About this exercise:
Please print nothing but the lines from the one containing "Image resolution: width=756" to the final line below, exactly, and no pictures.

Data records:
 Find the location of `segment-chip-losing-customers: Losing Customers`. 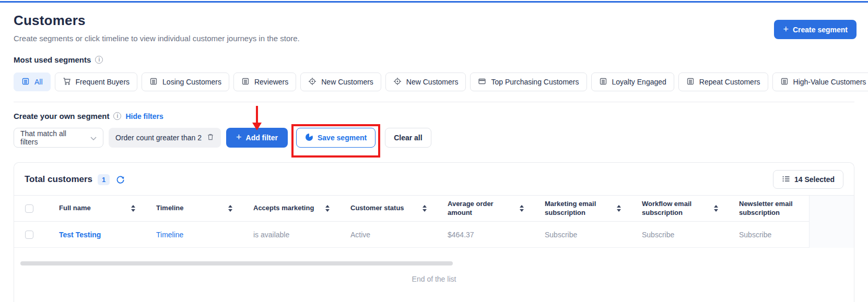

segment-chip-losing-customers: Losing Customers is located at coordinates (185, 82).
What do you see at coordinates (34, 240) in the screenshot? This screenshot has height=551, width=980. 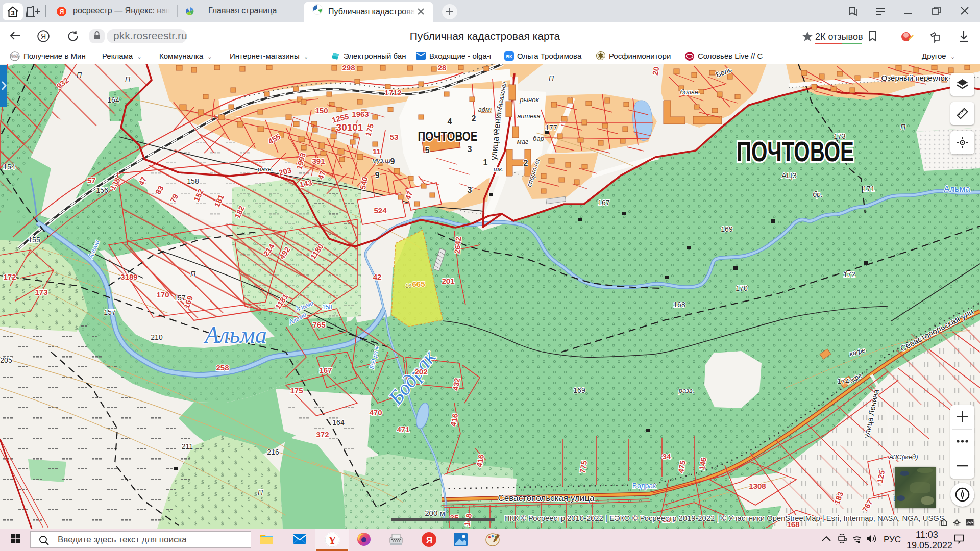 I see `svg-text: 155` at bounding box center [34, 240].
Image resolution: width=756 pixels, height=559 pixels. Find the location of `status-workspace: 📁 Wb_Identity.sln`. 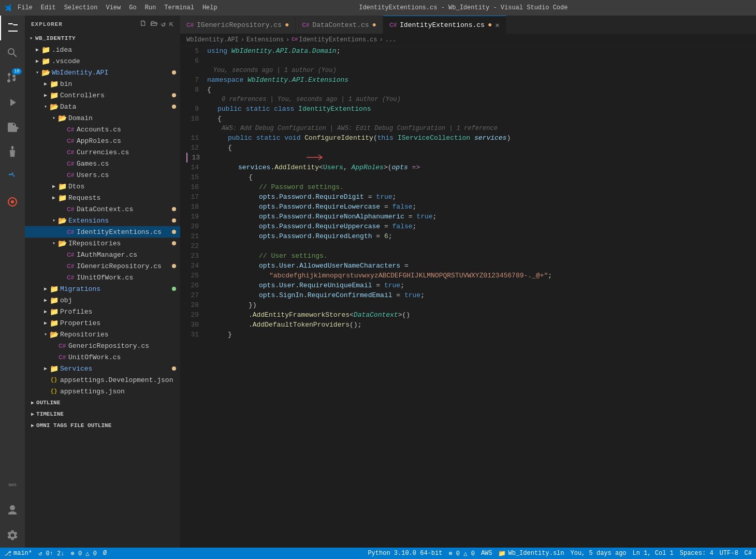

status-workspace: 📁 Wb_Identity.sln is located at coordinates (531, 554).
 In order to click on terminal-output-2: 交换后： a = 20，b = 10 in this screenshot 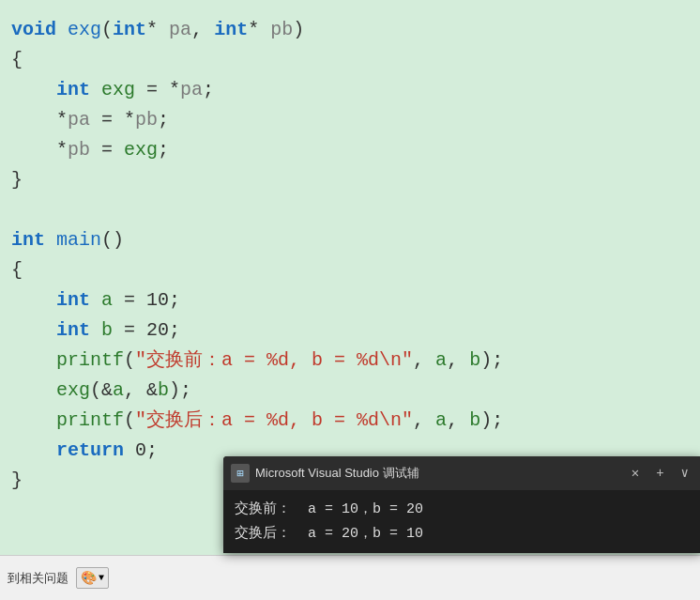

Response area:
Image resolution: width=756 pixels, height=559 pixels. Find the location of `status-workspace: 📁 Wb_Identity.sln`. 

status-workspace: 📁 Wb_Identity.sln is located at coordinates (531, 554).
 In order to click on terminal-output-2: 交换后： a = 20，b = 10 in this screenshot 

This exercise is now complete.